Crime

Teammate accused of killing UM football star maintains innocence, nixes plea deal

Miami Hurricanes football players, including Rashaun Jones (38) at left, pay their respects around a mural of teammate Bryan Pata after a game against Boston College in Miami on Nov. 23, 2006. Jones was arrested Aug. 19, 2021, in connection with the 2006 fatal shooting of Pata. Pata, 22, was shot and killed outside his Kendall, Fla., apartment the night of Nov. 7, 2006.
Miami Hurricanes football players, including Rashaun Jones (38) at left, pay their respects around a mural of teammate Bryan Pata after a game against Boston College in Miami on Nov. 23, 2006. Jones was arrested Aug. 19, 2021, in connection with the 2006 fatal shooting of Pata. Pata, 22, was shot and killed outside his Kendall, Fla., apartment the night of Nov. 7, 2006. Al Diaz / Miami Herald Staff

The trial of the man accused in the 2006 murder of his University of Miami football teammate Bryan Pata started on Tuesday with jury selection — a week after he turned down a plea deal.

Dressed in a suit, Rashaun Jones, 40, faced panels of potential jurors, some of whom may decide his guilt or innocence.

Pata, a 22-year-old Hurricanes star defensive lineman expected to be a top NFL draft pick, was shot in the back of the head and killed on Nov. 7, 2006, outside his home at the Colony Apartments in Kendall, near Dadeland. Pata, who graduated from Miami Central High School, had just returned from football practice.

Before his 2006 murder in Kendall, Bryan Pata, a 22-year-old senior and star defensive lineman for the University of Miami, was expected to be a top NFL draft pick.
Before his 2006 murder in Kendall, Bryan Pata, a 22-year-old senior and star defensive lineman for the University of Miami, was expected to be a top NFL draft pick.

Jones, who has pleaded not guilty, was arrested on a second-degree murder charge in 2021, 15 years after Pata’s death. The case had been one of South Florida’s most well-known unsolved killings. Jones’ arrest came after ESPN had published a detailed story about him and Pata’s murder.

READ MORE: Accused of UM football star Bryan Pata’s murder, teammate offered a plea deal

In court last week, prosecutors offered Jones a plea deal that would have him spending 15 years in prison. Jones has already served five years awaiting trial and would likely get credit for the time served. Jones, however, said he wouldn’t take the plea deal because he didn’t kill Pata.

Rashaun Jones appears in court for jury selection on Tuesday, Feb. 10, 2026.
Rashaun Jones appears in court for jury selection on Tuesday, Feb. 10, 2026. Courtesy of Local 10

“Deep down in my heart, I know I’m innocent,” Jones told Miami-Dade Circuit Court Judge Cristina Miranda.

Prosecutors and police have said Jones and Pata had been feuding in the months leading up to Pata’s death., and that Jones had previously been involved with Pata’s girlfriend at the time, Jada Brody. Brody was inside Pata’s apartment during the shooting.

If convicted of Pata’s murder, Jones faces a life sentence.

The impending trial

The case against Jones is mainly circumstantial. Cellphone records place him in the area of the Colony Apartments in Kendall during the shooting, prosecutors say, and an eyewitness identified Jones as the man fleeing the scene after the shooting.

In October, Judge Miranda found that Paul Conner, the key witness who identified Jones as the man running away after he heard the “pop” of a gunshot, was mentally unfit to testify in person at trial.

Conner, 81 and a former UM professor, picked Jones out of two police photo lineups on two different occasions, once after the 2006 shooting and again in 2022.

READ MORE: Key witness in UM football player’s murder is mentally unfit to testify, judge rules

Detectives believed Conner was dead. But ESPN tracked him down in late August at his last known address in Louisville. Prosecutors successfully sought to admit Conner’s testimony, which was recorded in 2022 due to his age, health issues and the COVID-19 pandemic. The judge has allowed prosecutors to play Conner’s recorded testimony at Jones’ trial.

The judge also barred Jones’ attorneys from presenting evidence related to other people confessing to the murder, allegedly placing a hit on Pata and threatening Pata before his killing. The defense also will not be allowed to elicit testimony about a fight at a club involving Pata, several of his UM teammates and gang members months before the murder, the judge ruled.

Bryan Pata, 2006,
Bryan Pata, 2006, Univeristy of Miami

This story was originally published February 10, 2026 at 3:46 PM.

Grethel Aguila
Miami Herald
Grethel covers courts and the criminal justice system for the Miami Herald. She graduated from the University of Florida (Go Gators!), speaks Spanish and Arabic and loves animals, traveling, basketball and good storytelling. Grethel also attends law school part time.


» **What you need to do**:
Among the entries below, find each line with "backward" and show it.

» **Source data**:
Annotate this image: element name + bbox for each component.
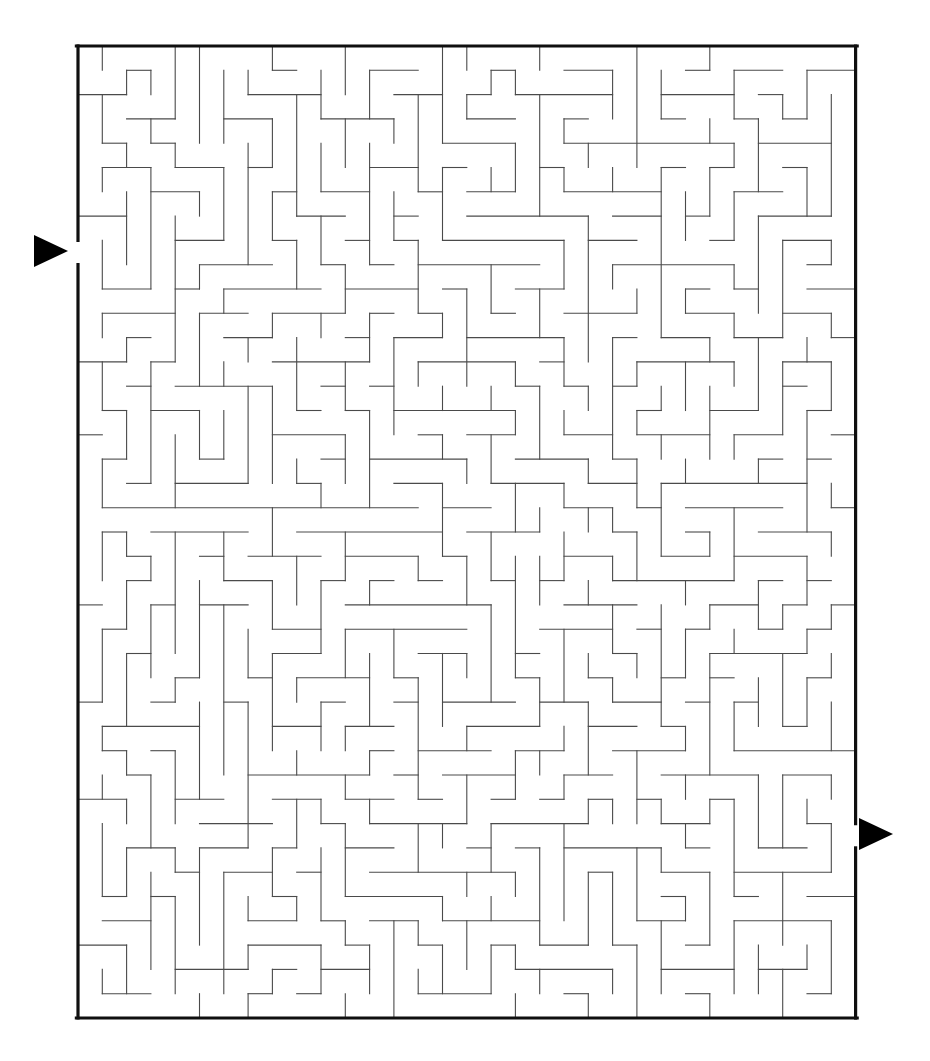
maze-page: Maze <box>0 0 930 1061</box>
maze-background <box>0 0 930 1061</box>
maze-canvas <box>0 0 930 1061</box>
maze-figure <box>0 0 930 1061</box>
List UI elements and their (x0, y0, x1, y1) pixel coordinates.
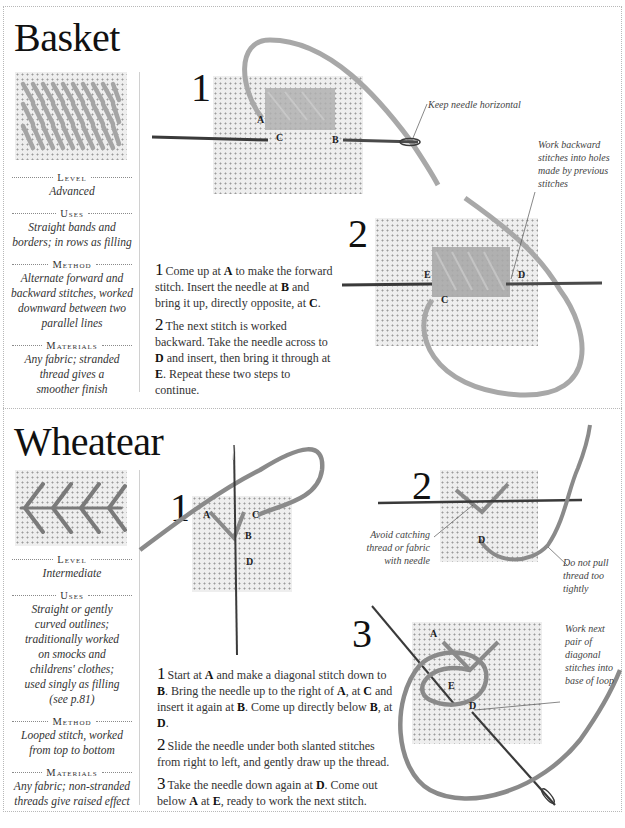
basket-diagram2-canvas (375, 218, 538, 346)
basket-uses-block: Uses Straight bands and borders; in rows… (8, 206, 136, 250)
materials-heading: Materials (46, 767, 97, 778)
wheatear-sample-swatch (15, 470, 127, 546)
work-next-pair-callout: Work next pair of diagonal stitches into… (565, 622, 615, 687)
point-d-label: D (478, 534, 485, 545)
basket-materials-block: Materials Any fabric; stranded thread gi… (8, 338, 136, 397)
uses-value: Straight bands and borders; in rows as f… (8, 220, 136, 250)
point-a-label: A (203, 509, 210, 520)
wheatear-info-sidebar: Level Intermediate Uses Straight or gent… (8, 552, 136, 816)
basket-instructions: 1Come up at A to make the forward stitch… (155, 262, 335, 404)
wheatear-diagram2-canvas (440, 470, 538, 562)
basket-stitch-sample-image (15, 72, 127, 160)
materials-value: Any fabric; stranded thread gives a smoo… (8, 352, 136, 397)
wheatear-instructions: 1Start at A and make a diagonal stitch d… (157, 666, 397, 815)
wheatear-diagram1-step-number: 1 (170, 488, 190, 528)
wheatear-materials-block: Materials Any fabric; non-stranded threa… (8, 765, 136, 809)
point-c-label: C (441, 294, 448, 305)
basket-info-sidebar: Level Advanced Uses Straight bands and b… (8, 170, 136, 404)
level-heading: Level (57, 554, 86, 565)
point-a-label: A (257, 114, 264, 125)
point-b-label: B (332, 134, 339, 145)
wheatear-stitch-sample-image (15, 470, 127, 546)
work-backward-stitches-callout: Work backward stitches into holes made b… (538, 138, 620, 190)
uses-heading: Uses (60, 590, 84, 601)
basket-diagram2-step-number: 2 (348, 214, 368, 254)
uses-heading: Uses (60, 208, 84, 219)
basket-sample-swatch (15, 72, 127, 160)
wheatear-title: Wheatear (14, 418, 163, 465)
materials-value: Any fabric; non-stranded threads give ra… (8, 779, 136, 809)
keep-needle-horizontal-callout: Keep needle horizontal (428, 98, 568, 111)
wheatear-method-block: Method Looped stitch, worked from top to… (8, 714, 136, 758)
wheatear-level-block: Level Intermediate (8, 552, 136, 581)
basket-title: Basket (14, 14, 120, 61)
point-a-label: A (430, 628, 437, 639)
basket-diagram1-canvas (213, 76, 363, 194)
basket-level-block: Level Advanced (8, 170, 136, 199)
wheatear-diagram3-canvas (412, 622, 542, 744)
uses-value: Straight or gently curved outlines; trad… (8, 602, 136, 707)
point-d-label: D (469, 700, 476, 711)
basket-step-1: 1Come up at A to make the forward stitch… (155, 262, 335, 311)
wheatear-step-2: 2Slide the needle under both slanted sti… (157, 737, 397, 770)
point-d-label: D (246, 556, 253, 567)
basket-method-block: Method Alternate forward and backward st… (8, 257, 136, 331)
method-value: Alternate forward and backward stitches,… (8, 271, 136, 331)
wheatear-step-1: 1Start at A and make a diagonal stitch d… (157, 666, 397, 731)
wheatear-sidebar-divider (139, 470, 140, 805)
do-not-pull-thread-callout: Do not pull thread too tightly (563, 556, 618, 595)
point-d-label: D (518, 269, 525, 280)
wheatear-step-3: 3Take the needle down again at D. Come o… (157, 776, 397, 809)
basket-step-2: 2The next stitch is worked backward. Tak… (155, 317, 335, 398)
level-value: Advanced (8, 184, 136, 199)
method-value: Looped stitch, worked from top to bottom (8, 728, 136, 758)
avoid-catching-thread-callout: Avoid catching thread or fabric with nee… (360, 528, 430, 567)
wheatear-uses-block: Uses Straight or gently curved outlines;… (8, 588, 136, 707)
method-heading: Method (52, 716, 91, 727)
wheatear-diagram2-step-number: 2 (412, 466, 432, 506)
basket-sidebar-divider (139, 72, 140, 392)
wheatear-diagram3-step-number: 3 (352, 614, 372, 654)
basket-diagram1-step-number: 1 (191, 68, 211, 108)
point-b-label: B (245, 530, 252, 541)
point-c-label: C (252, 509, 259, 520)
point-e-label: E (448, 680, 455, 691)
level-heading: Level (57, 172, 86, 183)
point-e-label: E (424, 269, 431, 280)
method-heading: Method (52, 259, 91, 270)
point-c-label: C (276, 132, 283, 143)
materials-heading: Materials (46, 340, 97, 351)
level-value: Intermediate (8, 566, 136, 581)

» **Worked solution**:
work-backward-stitches-callout: Work backward stitches into holes made b… (538, 138, 620, 190)
basket-method-block: Method Alternate forward and backward st… (8, 257, 136, 331)
method-value: Alternate forward and backward stitches,… (8, 271, 136, 331)
basket-step-2: 2The next stitch is worked backward. Tak… (155, 317, 335, 398)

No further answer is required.